A new $7.5 million fund will help U-M medical discoveries make the leap from the laboratory to the market, accelerating their potential to help patients.

Funded in part by a new $2.4 million grant from the Michigan Economic Development Corporation’s 21st Century Jobs Fund, the new effort will help the U-M Medical School and U-M Tech Transfer identify, nurture and “fast forward” medical research projects with a high potential of commercial success.

The fund will officially be called the U-M MTRAC for Life Sciences – one of seven Michigan Translational Research and Commercialization efforts announced last week by MEDC.

Over the next three years, U-M medical researchers will be able to apply for translational research funds to help them pursue early-stage “proof of concept” projects with high commercial potential and value.

These projects may yield new treatments, medical devices, diagnostic tools and health care information technologies. An oversight committee that will be largely composed of experts skilled in product development, commercialization and tech transfer will review and select proposals for funding.

The other $5 million for the fund comes from commitments of budget funds from the Medical School, the U-M Vice President for Research office and the U-M Office of Technology Transfer. It’s part of a broader strategic effort to give U-M medical researchers the support they need to create the future of health care through discovery.

“The Medical School’s co-investment in this important new program will provide yet another resource to help our faculty prepare their research innovations for translation to the market, with the ultimate goal of impacting patient care,” says James O. Woolliscroft, M.D., dean of the Medical School and Lyle C. Roll Professor of Medicine.

Grants awarded from the new fund will augment the Medical School’s already very strong position as a biomedical research powerhouse. In U-M fiscal year 2012, total funding for the school’s researchers was nearly $470 million – including $45 million from industry. The school’s $310 million in National Institutes of Health funding in federal fiscal year 2012 is the eighth-highest total in the nation.

“While new inventions, licenses to new and existing businesses, and increased follow on funding will be among the important milestones for this effort, the ultimate measure of success will be the positive impacts to human health – as well as job creation – that this funding will make possible,” says Steven L. Kunkel, Ph.D., the Medical School’s senior associate dean for research, Endowed Professor of Pathology, and co-principal investigator of the MEDC grant.

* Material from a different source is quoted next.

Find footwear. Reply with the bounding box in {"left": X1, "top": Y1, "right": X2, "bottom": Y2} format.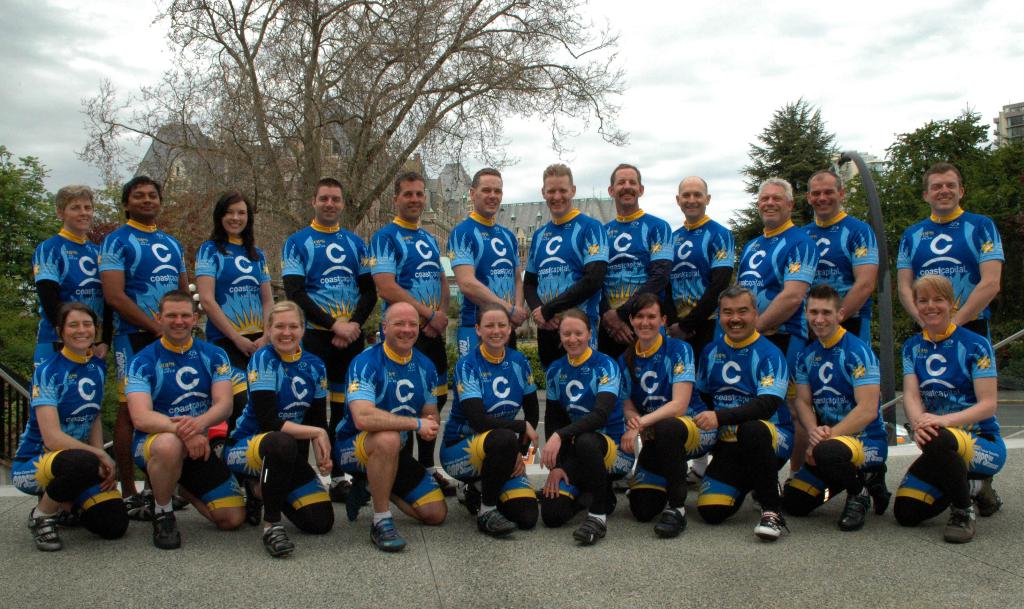
{"left": 838, "top": 490, "right": 874, "bottom": 530}.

“The Medical School’s research community generates an incredible array of new ideas and technologies,” says Kenneth Nisbet, executive director of U-M Tech Transfer and co-principal investigator. “We recorded 117 new inventions, 47 patent applications and 57 agreements with businesses in 2012 from Medical School researchers, joining an impressive array of products already in the clinic and on the market. This new translational research fund will further expand our commercialization capabilities.”